Glossary term

Equity Compensation

Equity compensation is pay tied to company ownership, such as stock options, restricted stock, RSUs, or employee stock purchase plans.

Updated

May 17, 2026

Read time

3 min read

What Is Equity Compensation?

Equity compensation is a form of pay that gives an employee, executive, contractor, or director an ownership interest or ownership-linked benefit in a company. It can include stock options, restricted stock, restricted stock units, performance shares, phantom stock, or employee stock purchase plan benefits.

Companies use equity compensation to attract talent, conserve cash, and align workers with shareholder value. For recipients, it can create meaningful upside, but it also adds tax complexity, timing decisions, and concentration risk.

Key Takeaways

  • Equity compensation pays workers with stock or stock-linked awards.
  • Common forms include options, RSUs, restricted stock, and ESPPs.
  • Vesting rules determine when awards become earned or transferable.
  • Tax treatment depends on award type, timing, holding period, and sale price.
  • Equity pay can increase wealth but also tie income and investments to one employer.

How Equity Compensation Works

An employer grants an award under a written plan or agreement. The award may vest over time, after performance goals, or after a liquidity event. Once vested or exercised, the employee may receive shares, cash value, or the right to buy shares at a set price, depending on the award type.

The economic value can change significantly. A startup option grant may be worth little if the company never exits or if the strike price is above fair value. A public-company RSU may be easier to value, but the share price can still fall before or after vesting.

Taxes are often the hard part. Some awards create ordinary income at vesting, some at exercise, and some on sale. Statutory stock options and ESPPs can have special rules. Employees should keep grant documents, vesting schedules, exercise records, and tax forms.

Common Equity Compensation Types

Type

How it works

Main issue

Stock option

Right to buy shares at a strike price

Exercise timing and tax treatment

RSU

Promise to deliver shares or cash when vested

Taxable income at vesting in many cases

Restricted stock

Shares granted with restrictions

Vesting and possible 83(b) election

ESPP

Payroll-based stock purchase plan

Discount, holding period, and concentration risk

Limits and Misunderstandings

Equity compensation is not the same as cash. It may be illiquid, forfeitable, hard to value, or dependent on company performance. Private-company shares can be especially difficult to sell or price.

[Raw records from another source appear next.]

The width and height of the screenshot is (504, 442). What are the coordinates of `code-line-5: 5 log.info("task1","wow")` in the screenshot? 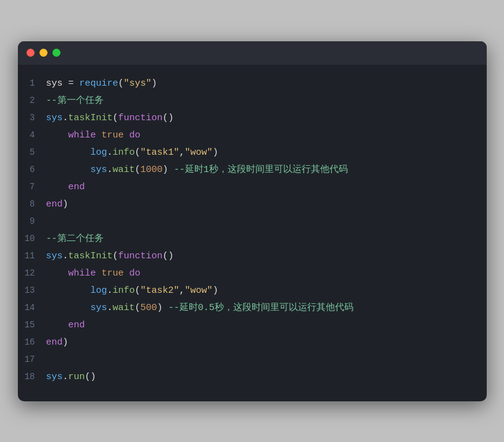 It's located at (252, 153).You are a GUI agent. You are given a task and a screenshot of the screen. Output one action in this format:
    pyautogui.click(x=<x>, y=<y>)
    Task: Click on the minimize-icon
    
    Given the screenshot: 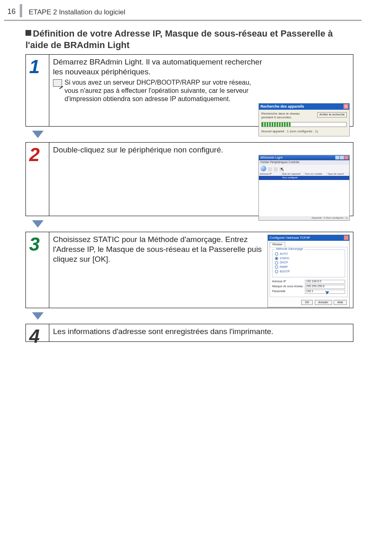 What is the action you would take?
    pyautogui.click(x=337, y=158)
    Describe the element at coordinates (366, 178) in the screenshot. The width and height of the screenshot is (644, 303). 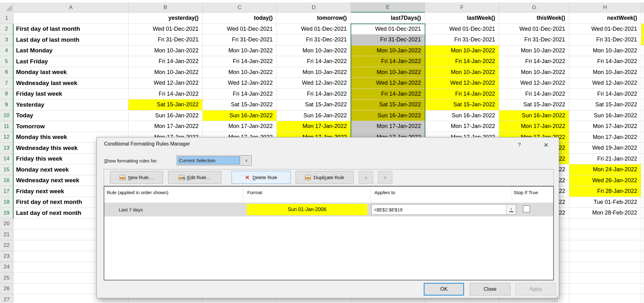
I see `move-rule-up-button: ∧` at that location. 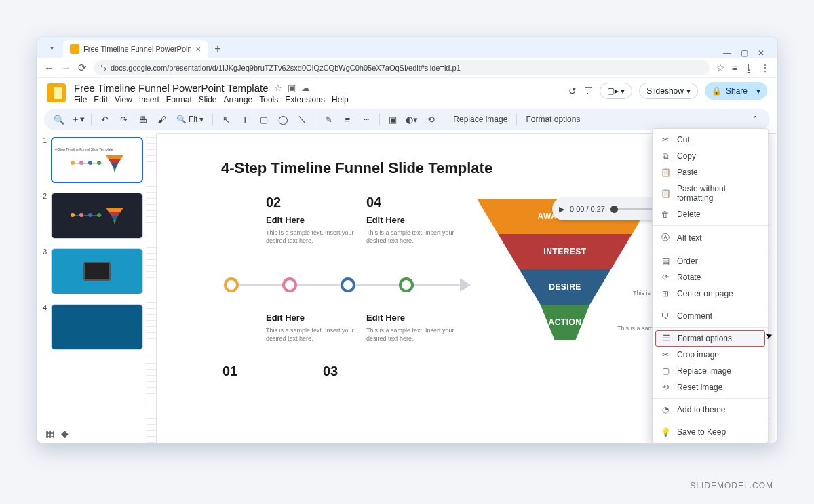 I want to click on context-paste: 📋Paste, so click(x=710, y=172).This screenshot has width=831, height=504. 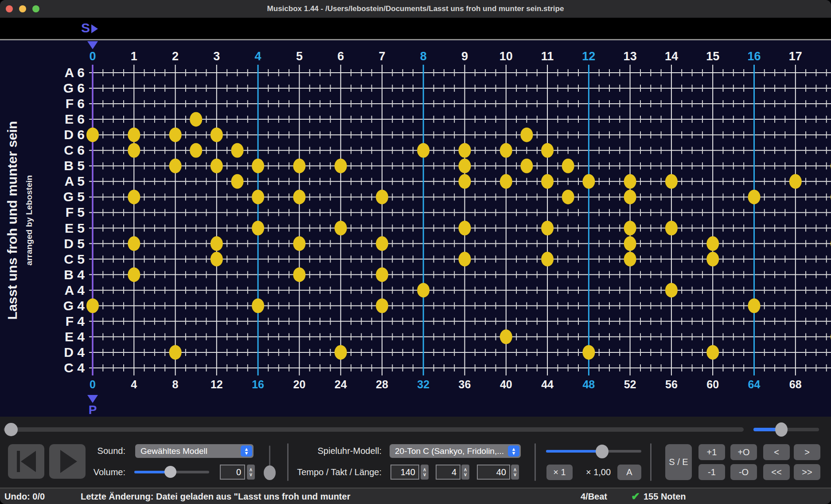 What do you see at coordinates (194, 451) in the screenshot?
I see `sound-select: Gewähltes Modell ▲▼` at bounding box center [194, 451].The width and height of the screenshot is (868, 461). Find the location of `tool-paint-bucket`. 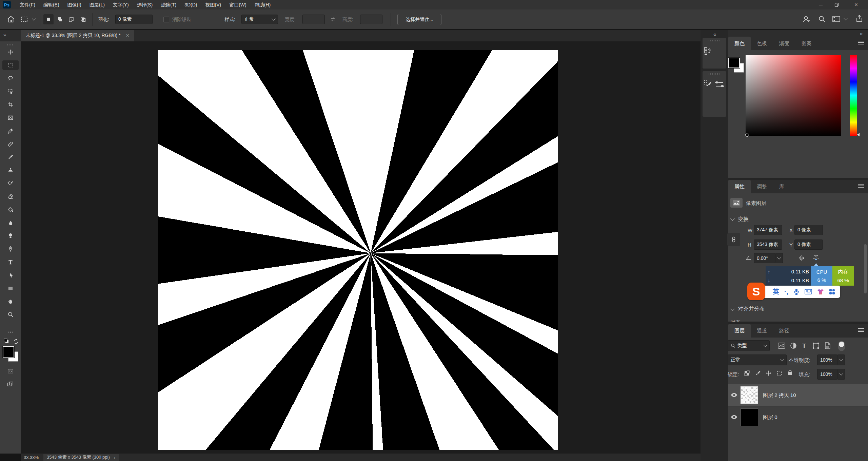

It is also not automatically a reason to hold employer stock forever. Employees should weigh taxes against diversification, cash needs, job risk, and the possibility that a large part of their financial life is already tied to the same company.

The Bottom Line

Equity compensation can be a powerful wealth-building benefit, but it requires careful attention to vesting, valuation, taxes, liquidity, and concentration risk.